Thoughtful Thursday: Dare to be Ourselves

Oh, Shirley Briggs. What a quotation I have here on my desk. It's simultaneously something that should (goblin) evident and is still challenging.

Be ourselves.

Personally, this is a lesson that I've learned over and over again. It brings back thoughts about junior high school when I was truly a tagalong. It brings back thoughts about high school where some of the folks that I knew at church pitied me and my "lack of friends." They really didn't know me at all, and my mother leaped to my defense and then supported my decision not to participate in their delusions and activities. She also pointed out to the one person who was insistent that I was socially inept that when my name was announced during the Senior award banquet, the entire auditorium erupted. When that person's daughter was announced, there was polite clapping. (Gotta love a mom who waits for her moment to prove her point!!)

Professionally, I think this is a lesson that we are still learning. Over and over again. When the founders of the profession started up, they tried really hard to make us part of the established medical/psychological structure. We had to prove ourselves to psychologists, psychiatrists, and medical doctors in order to be considered "peers." We didn't get there. In my opinion, this is because we are not peers of those professionals. What we do is significantly different from what they do.

That is okay. In fact, it is important to understand. One of the best things about music therapy is that it is something unto itself. Sure, we can try to compare ourselves to other professionals, but, in the end, music therapy offers clients something unique from everything else. It is our job to show others how unique we are to those who make decisions about treatment, money, and hiring. That's where we often fail.

How do we demonstrate how unique and wonderful we are? We talk about what happens within the brain when music is used in therapy. We pull in information from other professions, and we make transfers into our own situations. We spend time talking to those who use music for different purposes, and we support them as folks who can do some of the work we cannot do. Then, we show as many people as we can that what we do is amazing.

Never apologize for "just being the music therapist." We are unique in what we know about humans and about music. Like the people in high school who had a skewed view about me and how I interacted with the world, it will take time to demonstrate to the naysayers of the world of our benefit, our value, and our necessity, but I believe we will get there...someday.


From first line to last, give the records again word for word and omit the pictures.

** Figure dataset records **
^^^^^^^^^^^^^^^^

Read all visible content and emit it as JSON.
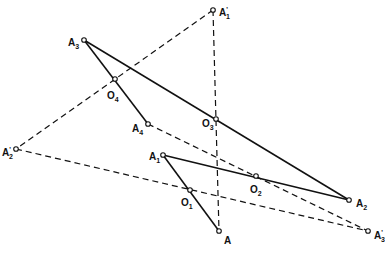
{
  "diagram": {
    "type": "geometric-construction",
    "points": [
      {
        "id": "A1p",
        "label": "A",
        "sup": "'",
        "sub": "1",
        "x": 213,
        "y": 10,
        "lx": 219,
        "ly": 16
      },
      {
        "id": "A3",
        "label": "A",
        "sup": "",
        "sub": "3",
        "x": 84,
        "y": 40,
        "lx": 68,
        "ly": 46
      },
      {
        "id": "O4",
        "label": "O",
        "sup": "",
        "sub": "4",
        "x": 115,
        "y": 79,
        "lx": 107,
        "ly": 99
      },
      {
        "id": "A4",
        "label": "A",
        "sup": "",
        "sub": "4",
        "x": 148,
        "y": 124,
        "lx": 132,
        "ly": 132
      },
      {
        "id": "O3",
        "label": "O",
        "sup": "",
        "sub": "3",
        "x": 216,
        "y": 119,
        "lx": 202,
        "ly": 127
      },
      {
        "id": "A2p",
        "label": "A",
        "sup": "'",
        "sub": "2",
        "x": 16,
        "y": 149,
        "lx": 2,
        "ly": 156
      },
      {
        "id": "A1",
        "label": "A",
        "sup": "",
        "sub": "1",
        "x": 163,
        "y": 155,
        "lx": 149,
        "ly": 160
      },
      {
        "id": "O2",
        "label": "O",
        "sup": "",
        "sub": "2",
        "x": 256,
        "y": 176,
        "lx": 250,
        "ly": 193
      },
      {
        "id": "O1",
        "label": "O",
        "sup": "",
        "sub": "1",
        "x": 190,
        "y": 190,
        "lx": 181,
        "ly": 206
      },
      {
        "id": "A",
        "label": "A",
        "sup": "",
        "sub": "",
        "x": 219,
        "y": 231,
        "lx": 224,
        "ly": 244
      },
      {
        "id": "A2",
        "label": "A",
        "sup": "",
        "sub": "2",
        "x": 349,
        "y": 200,
        "lx": 356,
        "ly": 207
      },
      {
        "id": "A3p",
        "label": "A",
        "sup": "'",
        "sub": "3",
        "x": 368,
        "y": 231,
        "lx": 374,
        "ly": 239
      }
    ],
    "solid_segments": [
      [
        "A3",
        "A2"
      ],
      [
        "A3",
        "A4"
      ],
      [
        "A1",
        "A2"
      ],
      [
        "A1",
        "A"
      ]
    ],
    "dashed_segments": [
      [
        "A1p",
        "A2p"
      ],
      [
        "A1p",
        "A"
      ],
      [
        "A4",
        "A3p"
      ],
      [
        "A2p",
        "A3p"
      ]
    ]
  }
}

^^^^^^^^^^^^^^^^

** RESPONSE TO THE EXERCISE **
Read all visible content and emit it as JSON.
{
  "diagram": {
    "type": "geometric-construction",
    "points": [
      {
        "id": "A1p",
        "label": "A",
        "sup": "'",
        "sub": "1",
        "x": 213,
        "y": 10,
        "lx": 219,
        "ly": 16
      },
      {
        "id": "A3",
        "label": "A",
        "sup": "",
        "sub": "3",
        "x": 84,
        "y": 40,
        "lx": 68,
        "ly": 46
      },
      {
        "id": "O4",
        "label": "O",
        "sup": "",
        "sub": "4",
        "x": 115,
        "y": 79,
        "lx": 107,
        "ly": 99
      },
      {
        "id": "A4",
        "label": "A",
        "sup": "",
        "sub": "4",
        "x": 148,
        "y": 124,
        "lx": 132,
        "ly": 132
      },
      {
        "id": "O3",
        "label": "O",
        "sup": "",
        "sub": "3",
        "x": 216,
        "y": 119,
        "lx": 202,
        "ly": 127
      },
      {
        "id": "A2p",
        "label": "A",
        "sup": "'",
        "sub": "2",
        "x": 16,
        "y": 149,
        "lx": 2,
        "ly": 156
      },
      {
        "id": "A1",
        "label": "A",
        "sup": "",
        "sub": "1",
        "x": 163,
        "y": 155,
        "lx": 149,
        "ly": 160
      },
      {
        "id": "O2",
        "label": "O",
        "sup": "",
        "sub": "2",
        "x": 256,
        "y": 176,
        "lx": 250,
        "ly": 193
      },
      {
        "id": "O1",
        "label": "O",
        "sup": "",
        "sub": "1",
        "x": 190,
        "y": 190,
        "lx": 181,
        "ly": 206
      },
      {
        "id": "A",
        "label": "A",
        "sup": "",
        "sub": "",
        "x": 219,
        "y": 231,
        "lx": 224,
        "ly": 244
      },
      {
        "id": "A2",
        "label": "A",
        "sup": "",
        "sub": "2",
        "x": 349,
        "y": 200,
        "lx": 356,
        "ly": 207
      },
      {
        "id": "A3p",
        "label": "A",
        "sup": "'",
        "sub": "3",
        "x": 368,
        "y": 231,
        "lx": 374,
        "ly": 239
      }
    ],
    "solid_segments": [
      [
        "A3",
        "A2"
      ],
      [
        "A3",
        "A4"
      ],
      [
        "A1",
        "A2"
      ],
      [
        "A1",
        "A"
      ]
    ],
    "dashed_segments": [
      [
        "A1p",
        "A2p"
      ],
      [
        "A1p",
        "A"
      ],
      [
        "A4",
        "A3p"
      ],
      [
        "A2p",
        "A3p"
      ]
    ]
  }
}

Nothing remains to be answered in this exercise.